Collaborative and on her district’s SEL task force for the past two years. The threat of food or housing insecurity, loss of a family member, months of social isolation, and cases of neglect or abuse at home during quarantine have had a very real impact on students across the state. “Educators have worked all summer long preparing for this,” says Melody. “I don’t think I took a day off this summer without doing something related to reopening plans. This summer, our district’s SEL task force put it all together in a framework identifying social and emotional skills we want our students to hone, and each grade experiences an SEL period while they’re here in the building. Our mission is to rebuild a community these first weeks of school by facilitating relationships and helping students understand that all these new protocols are in place because we’re a community, and we want to be safe and protect each other. Teachers are now trained in conducting SEL, focusing on prosocial skills and helping students understand their emotions. We will eventually dive into conflict resolution, perspective- taking, and more.” SEL triage Melody recently worked with a student who lost a parent just as school reopened.
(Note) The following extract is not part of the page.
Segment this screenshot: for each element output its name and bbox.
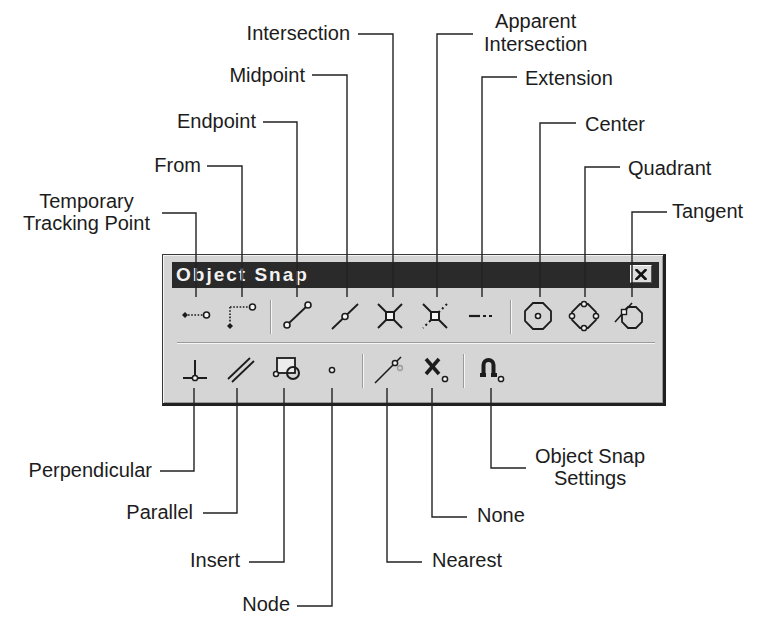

Because of competing needs for social distancing, interpersonal connection, and privacy, she often talks with students outdoors, away from classroom windows, or in quiet hallways so that they are assured of privacy. Before COVID, she says, “We used to meet regularly in lunch groups with around 20 students, and we would see individual students in our offices. Our current proactive strategy is to walk into all of our classrooms, which are now about eight students per class, and remind our kids that we are just an email away. I tell them, ‘I’ll come get you if you need to talk.’ We’re fortunate that we have a nice physical facility, both indoors and out.” Mansfield is also lucky, she says, in that the district has support services in every building. “There is such benefit in that. We’re fortunate that we have a school psychologist and the two of us as school counselors for different grades within the same building.” Melody works with seventh- and eighth-graders, while Lee’s students

Teachers throughout the state are doing their best to mitigate against trauma, ensuring students are safe and feel welcome.